Wednesday, May 7, 2014

Python dict.fromkeys() magic

I just got some magic from python and what to share with the world.
Imagine we have some python code:
keys = ("T1", "T2", "T3")
td = dict.fromkeys(keys, [])
print td
{'T2': [], 'T3': [], 'T1': []}

Ok. Now lets try to populate new dictionary with some data:

for i in range(0,5):
 for v in td.itervalues():
  v.append(1)
print td

I think you are expecting to get something like:
{'T2': [1, 1, 1, 1, 1], 'T3': [1, 1, 1, 1, 1], 'T1': [1, 1, 1, 1, 1]}

But Nope!
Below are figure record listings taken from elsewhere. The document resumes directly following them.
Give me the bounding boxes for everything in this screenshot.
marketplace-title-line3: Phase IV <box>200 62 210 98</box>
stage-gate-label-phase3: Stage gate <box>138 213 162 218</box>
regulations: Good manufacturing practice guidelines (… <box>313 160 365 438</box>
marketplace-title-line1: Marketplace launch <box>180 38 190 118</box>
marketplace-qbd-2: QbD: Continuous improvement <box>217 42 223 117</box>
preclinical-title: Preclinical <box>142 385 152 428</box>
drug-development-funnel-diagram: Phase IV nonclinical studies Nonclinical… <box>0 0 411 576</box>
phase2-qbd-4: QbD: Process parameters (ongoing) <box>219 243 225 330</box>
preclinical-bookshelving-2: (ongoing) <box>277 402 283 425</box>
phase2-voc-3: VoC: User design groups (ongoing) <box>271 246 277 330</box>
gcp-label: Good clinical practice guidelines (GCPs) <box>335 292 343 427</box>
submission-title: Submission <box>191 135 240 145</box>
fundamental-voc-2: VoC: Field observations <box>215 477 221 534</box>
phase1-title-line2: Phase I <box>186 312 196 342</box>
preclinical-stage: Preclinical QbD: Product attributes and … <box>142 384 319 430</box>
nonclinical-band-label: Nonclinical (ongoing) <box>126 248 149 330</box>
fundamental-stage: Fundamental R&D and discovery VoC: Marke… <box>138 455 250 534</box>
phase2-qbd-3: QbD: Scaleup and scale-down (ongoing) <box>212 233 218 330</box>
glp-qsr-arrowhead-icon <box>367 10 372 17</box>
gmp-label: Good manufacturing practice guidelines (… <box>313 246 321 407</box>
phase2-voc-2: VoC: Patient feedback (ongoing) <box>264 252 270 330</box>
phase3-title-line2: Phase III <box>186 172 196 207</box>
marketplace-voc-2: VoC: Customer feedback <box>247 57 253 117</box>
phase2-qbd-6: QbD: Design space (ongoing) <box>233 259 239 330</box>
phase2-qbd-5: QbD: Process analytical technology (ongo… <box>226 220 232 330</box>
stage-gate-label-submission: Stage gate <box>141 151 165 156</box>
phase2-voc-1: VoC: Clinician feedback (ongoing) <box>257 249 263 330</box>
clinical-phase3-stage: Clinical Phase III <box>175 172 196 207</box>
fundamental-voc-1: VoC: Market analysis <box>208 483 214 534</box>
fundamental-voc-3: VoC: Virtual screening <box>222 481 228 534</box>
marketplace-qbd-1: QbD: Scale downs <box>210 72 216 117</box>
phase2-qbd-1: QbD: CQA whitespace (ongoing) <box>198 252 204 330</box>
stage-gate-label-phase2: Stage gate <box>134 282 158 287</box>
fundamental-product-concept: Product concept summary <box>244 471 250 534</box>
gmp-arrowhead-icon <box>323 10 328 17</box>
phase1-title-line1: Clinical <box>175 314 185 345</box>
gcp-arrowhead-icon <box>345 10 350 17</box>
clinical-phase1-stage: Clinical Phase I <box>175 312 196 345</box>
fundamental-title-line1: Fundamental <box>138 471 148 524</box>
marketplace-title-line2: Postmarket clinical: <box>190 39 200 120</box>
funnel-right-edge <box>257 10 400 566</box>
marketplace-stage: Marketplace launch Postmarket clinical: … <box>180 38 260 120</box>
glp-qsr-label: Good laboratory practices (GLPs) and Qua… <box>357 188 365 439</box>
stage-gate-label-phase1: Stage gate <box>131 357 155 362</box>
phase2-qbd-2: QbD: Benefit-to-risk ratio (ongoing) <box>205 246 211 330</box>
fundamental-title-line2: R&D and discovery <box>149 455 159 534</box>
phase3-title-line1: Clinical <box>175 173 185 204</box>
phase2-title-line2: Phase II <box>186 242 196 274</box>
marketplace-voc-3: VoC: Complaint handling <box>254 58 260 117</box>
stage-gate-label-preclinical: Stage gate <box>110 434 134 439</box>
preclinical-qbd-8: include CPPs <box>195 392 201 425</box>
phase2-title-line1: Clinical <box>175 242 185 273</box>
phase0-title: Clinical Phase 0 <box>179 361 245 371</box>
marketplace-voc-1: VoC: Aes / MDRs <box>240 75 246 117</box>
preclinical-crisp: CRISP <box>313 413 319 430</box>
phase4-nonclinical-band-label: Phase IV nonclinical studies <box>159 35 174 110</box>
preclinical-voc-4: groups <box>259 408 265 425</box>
You will see this one:
{'T2': [1, 1, 1, 1, 1, 1, 1, 1, 1, 1, 1, 1, 1, 1, 1], 'T3': [1, 1, 1, 1, 1, 1, 1, 1, 1, 1, 1, 1, 1, 1, 1], 'T1': [1, 1, 1, 1, 1, 1, 1, 1, 1, 1, 1, 1, 1, 1, 1]}

The magic comes from fromkeys() function. It seems the function links all dictionary keys to one list object. Lets check it:

for k in td.itervalues():
 print id(k)
140567008377312
140567008377312
140567008377312

Yes, it's true! So be carefully with fromkeys() or use something like:
td = dict((k, []) for k in keys)

P.S.
Thanks to Alexey Gusev for this case.
And yes, when we have understood the problem I easily found this discussion on stackoverflow.